Among the reasons that those work as prequels for me are that while Saul & Mike were interesting characters, I was never watching BB wondering “how did Saul become the man he is today?” And BB never told me - so I don’t feel like I’m watching a story I already know (or one that I’ve already filled in enough of the blanks of) even though I’ve seen the ending.

For a lot of prequels do the opposite - “find out exactly what happened when Pat met Chris!” Well, I know that Pat & Chris met, and I know that they were friends, I know that they had an argument, and I know what the argument was about because that was central to the conflict in the story that I’ve already seen. I don’t really care what color shirts they were wearing.

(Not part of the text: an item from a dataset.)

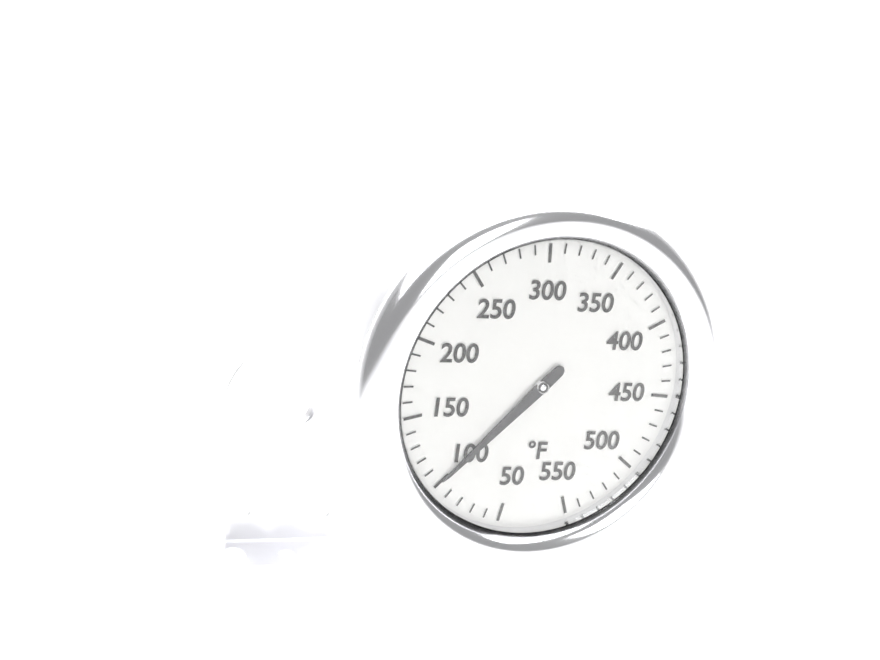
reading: 100 °F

I think that the prequel Monsters University does help the story of Monsters, Inc.

How can they not be? They’re both based on C.S. Forester’s novels, and the ones that the A&E series was based on are definitely in the same continuity/universe as the earlier Gregory Peck movie. I don’t think that A&E intended their series to be watched before watching the Peck film, but I don’t think that’s relevant.
If they had made a series based on Forester’s “disowned” Hornblower stories – the ones that don’t fit in with the basic Hornblower universe (and which weren’t reprinted until well after Forester’s death – “The Hand of Destiny”, “Hornblower and the Charitable Offering”, and “Hornblower and His Majesty”), then I’d view THAT as a Hornblower series that wasn’t a prequel.

Temple of Doom is a prequel, and it’s great.

They are two different adaptations of the same source material. Each of therm adapt the source in different ways. Adaptations are rarely 100% faithful, adding details, omitting others, merging characters, changing the ending, etc. Different adaptations will make different changes, and thus are not “in the same continuity.”

Would you consider *Batman Begins *as a prequel to the 1989 *Batman *movie?

A prequel’s aim shouldn’t be about improving a story that already exists, it should really be about telling a new story in the same world. If it adds detail, fine, but that should be a tertiary goal at best.

I think those making prequels, and some cynics view of prequels do not align. If an audience has some expectation of worth being added to the original story and it doesn’t provide any, whose fault is that? The makers had no intention of doing that, they didn’t provide any, so what they’re really doing, a whole new story, is not being fairly judged.

The Batman and Hulk adaptations aren’t relevant. There are vast changes from the source material, which is actually a vast, inconsistent mass of comic material.

The Hornblower books, on the other hand, are fixed and consistent*, and the changes made between the source and the final film aren’t all that large. You could very easily read the A&E series as the first part of what became the Peck film.

The Batman films, on the other hand, are grossly inconsistent in tome and timelines. So are the Hulk films.
It’s often the case that films from different companies can fit together well, often by design. The Ray Harryhausen Mysterious Island can be read as the sequel to the Disney 20,000 Leagues Under the Sea – they copied the design of the Nautilus surprisingly closely (although not exactly) from the earlier film, despite the fact that the design is grossly at odds with the description in Verne’s book. Jules Verne’s Mysterious Island is, of course, a sequel to 20,000 Leagues.
Is the movie Silence of the Lambs a sequel to the movie Manhunter? I’d say it was, since both are based on books that are in a series, despite the fact that the look and the mood changed with the different directors and production companies, and they even changed the spelling of Lector’s name. The later film Red Dragon is obviously intended as a prequel to Silence of the Lambs, and has trhe same look and feel (and actor and spelling), but it doesn’t dethrone Manhunter.